Sunday, September 11, 2011
"Tabloid" Is Ripped From Yesterday's Headlines.
Tabloid
By Steven Rosen
Even though Errol Morris’ best-known documentary, Oscar-winner The Fog of War, was about one of the most important men of modern American times – Robert McNamara, Secretary of Defense when the Vietnam War started – the director has always shown a penchant for films about offbeat, colorful characters whose life stories are more weird than profound.
He’s returned to that predilection with Tabloid, the bizarre story of an American beauty queen – Joyce McKinney – who in the 1970s chased her runaway Mormon boyfriend to England, where she kidnapped him, manacled him to a bed, and had her sexual way with him. The story was a huge tabloid sensation in England; she eventually did some jail time and disappeared from the public eye.
Until a couple years ago, that is, when she went to South Korea to clone her beloved dog. Morris loves vividly expressive, emotional interview subjects; his camera studies their faces as Rembrandt would when doing a portrait.
And has he ever got a live wire in McKinney! She is so charming, naughtily flirty yet defiantly defensive today about all her actions. But she wears out her welcome, as does our interest in her 15-minutes-of-fame story, well before the film is over. It becomes pretty clear she’s an unreliable witness, and the film grows tedious since her kidnap subject – still alive – doesn’t participate in the film.
Morris’ attempt to broaden the subject matter to investigate Britain’s tabloid culture is a good call – British tabloid journalists also make colorful on-camera interview subjects – but compared to the revelations now sweeping that country about Rupert Murdoch’s corrupt tabloid empire, this is pretty minor stuff.
Since cooperating with Morris, by the way, McKinney has turned against the film and been vociferously complaining about how it makes her look.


> **GOAL OF THE EXERCISE**: In the data, find the word "arrow" and copy out every line that has it.

> **DATA SHOWN**:
▬▬▬▬▬▬
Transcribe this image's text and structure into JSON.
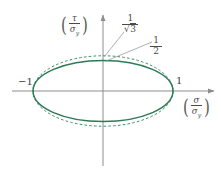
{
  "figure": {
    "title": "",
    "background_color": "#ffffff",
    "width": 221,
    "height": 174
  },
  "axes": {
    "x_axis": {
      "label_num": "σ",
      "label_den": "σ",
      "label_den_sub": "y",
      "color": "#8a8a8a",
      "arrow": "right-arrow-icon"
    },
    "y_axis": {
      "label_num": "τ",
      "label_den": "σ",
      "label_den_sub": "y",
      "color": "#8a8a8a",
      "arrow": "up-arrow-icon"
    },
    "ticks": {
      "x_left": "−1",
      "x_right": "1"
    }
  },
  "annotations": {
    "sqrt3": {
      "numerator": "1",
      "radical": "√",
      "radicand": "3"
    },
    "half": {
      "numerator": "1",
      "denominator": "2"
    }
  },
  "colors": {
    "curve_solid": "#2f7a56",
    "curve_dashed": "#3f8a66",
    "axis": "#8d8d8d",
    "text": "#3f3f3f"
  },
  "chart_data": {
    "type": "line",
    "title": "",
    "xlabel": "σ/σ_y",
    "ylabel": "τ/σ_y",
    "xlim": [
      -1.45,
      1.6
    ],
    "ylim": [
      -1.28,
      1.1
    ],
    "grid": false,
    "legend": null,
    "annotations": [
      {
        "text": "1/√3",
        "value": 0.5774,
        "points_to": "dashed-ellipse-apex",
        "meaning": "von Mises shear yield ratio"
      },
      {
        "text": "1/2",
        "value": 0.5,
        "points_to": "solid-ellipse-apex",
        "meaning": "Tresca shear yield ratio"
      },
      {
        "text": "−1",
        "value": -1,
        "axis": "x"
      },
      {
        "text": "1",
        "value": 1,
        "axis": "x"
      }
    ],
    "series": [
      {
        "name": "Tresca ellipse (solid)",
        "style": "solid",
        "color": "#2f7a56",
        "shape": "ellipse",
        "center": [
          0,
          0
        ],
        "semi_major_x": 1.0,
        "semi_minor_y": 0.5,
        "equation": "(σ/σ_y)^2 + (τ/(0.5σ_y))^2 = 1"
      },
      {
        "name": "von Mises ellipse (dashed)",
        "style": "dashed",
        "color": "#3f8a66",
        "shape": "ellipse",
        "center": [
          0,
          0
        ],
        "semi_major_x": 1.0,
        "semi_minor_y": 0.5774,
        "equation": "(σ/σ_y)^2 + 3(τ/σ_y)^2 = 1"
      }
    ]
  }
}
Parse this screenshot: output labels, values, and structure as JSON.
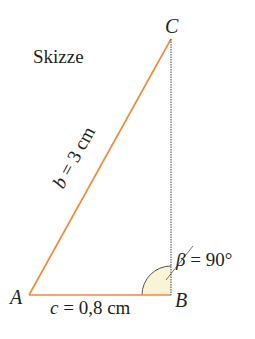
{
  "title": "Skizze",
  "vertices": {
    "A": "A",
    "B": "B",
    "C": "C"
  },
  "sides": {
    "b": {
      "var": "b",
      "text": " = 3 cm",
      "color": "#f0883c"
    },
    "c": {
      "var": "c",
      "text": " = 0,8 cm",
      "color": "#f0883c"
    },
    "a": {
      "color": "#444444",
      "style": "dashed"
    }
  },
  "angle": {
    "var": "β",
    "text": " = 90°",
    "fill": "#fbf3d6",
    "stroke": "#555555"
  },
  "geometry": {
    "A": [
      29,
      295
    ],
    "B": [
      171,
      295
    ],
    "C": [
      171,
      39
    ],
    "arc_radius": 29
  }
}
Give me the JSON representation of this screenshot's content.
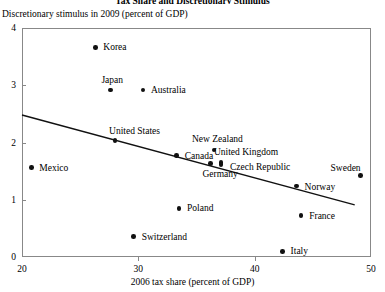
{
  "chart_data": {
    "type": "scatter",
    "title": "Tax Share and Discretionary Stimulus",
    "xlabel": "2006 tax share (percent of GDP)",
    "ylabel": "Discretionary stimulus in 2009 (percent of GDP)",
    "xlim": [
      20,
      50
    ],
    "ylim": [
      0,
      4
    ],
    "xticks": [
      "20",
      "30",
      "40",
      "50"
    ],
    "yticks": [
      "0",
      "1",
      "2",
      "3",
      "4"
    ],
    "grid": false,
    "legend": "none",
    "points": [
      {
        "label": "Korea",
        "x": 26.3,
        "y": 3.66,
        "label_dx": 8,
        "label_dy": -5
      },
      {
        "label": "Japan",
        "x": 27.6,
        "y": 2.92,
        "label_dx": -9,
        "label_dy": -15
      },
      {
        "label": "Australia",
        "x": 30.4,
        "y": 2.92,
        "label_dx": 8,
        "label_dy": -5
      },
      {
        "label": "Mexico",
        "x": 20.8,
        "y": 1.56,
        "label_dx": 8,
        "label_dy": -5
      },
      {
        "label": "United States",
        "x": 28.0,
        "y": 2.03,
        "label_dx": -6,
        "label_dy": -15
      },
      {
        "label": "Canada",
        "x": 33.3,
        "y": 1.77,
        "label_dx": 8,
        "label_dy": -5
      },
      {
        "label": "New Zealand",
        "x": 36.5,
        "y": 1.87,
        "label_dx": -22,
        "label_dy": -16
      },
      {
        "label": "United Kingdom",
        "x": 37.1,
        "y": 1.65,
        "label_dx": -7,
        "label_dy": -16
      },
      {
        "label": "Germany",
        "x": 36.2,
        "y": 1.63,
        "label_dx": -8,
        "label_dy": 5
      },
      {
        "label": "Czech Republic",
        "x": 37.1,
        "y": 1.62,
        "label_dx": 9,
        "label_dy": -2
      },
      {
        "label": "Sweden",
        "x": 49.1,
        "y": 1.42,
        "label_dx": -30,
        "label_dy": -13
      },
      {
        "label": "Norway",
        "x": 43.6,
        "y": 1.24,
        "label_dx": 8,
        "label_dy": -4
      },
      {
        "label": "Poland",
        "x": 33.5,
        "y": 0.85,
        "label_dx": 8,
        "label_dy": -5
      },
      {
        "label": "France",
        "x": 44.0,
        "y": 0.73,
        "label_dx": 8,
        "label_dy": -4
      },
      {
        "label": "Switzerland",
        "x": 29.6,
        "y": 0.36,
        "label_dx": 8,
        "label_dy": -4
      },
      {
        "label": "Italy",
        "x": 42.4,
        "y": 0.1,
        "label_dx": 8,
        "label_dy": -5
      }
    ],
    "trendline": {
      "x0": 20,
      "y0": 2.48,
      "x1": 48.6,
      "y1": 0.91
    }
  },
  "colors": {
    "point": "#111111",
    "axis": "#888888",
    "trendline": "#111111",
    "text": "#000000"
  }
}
▬▬▬▬▬▬
> **ANSWER BOX**:
      "arrow": "right-arrow-icon"
      "arrow": "up-arrow-icon"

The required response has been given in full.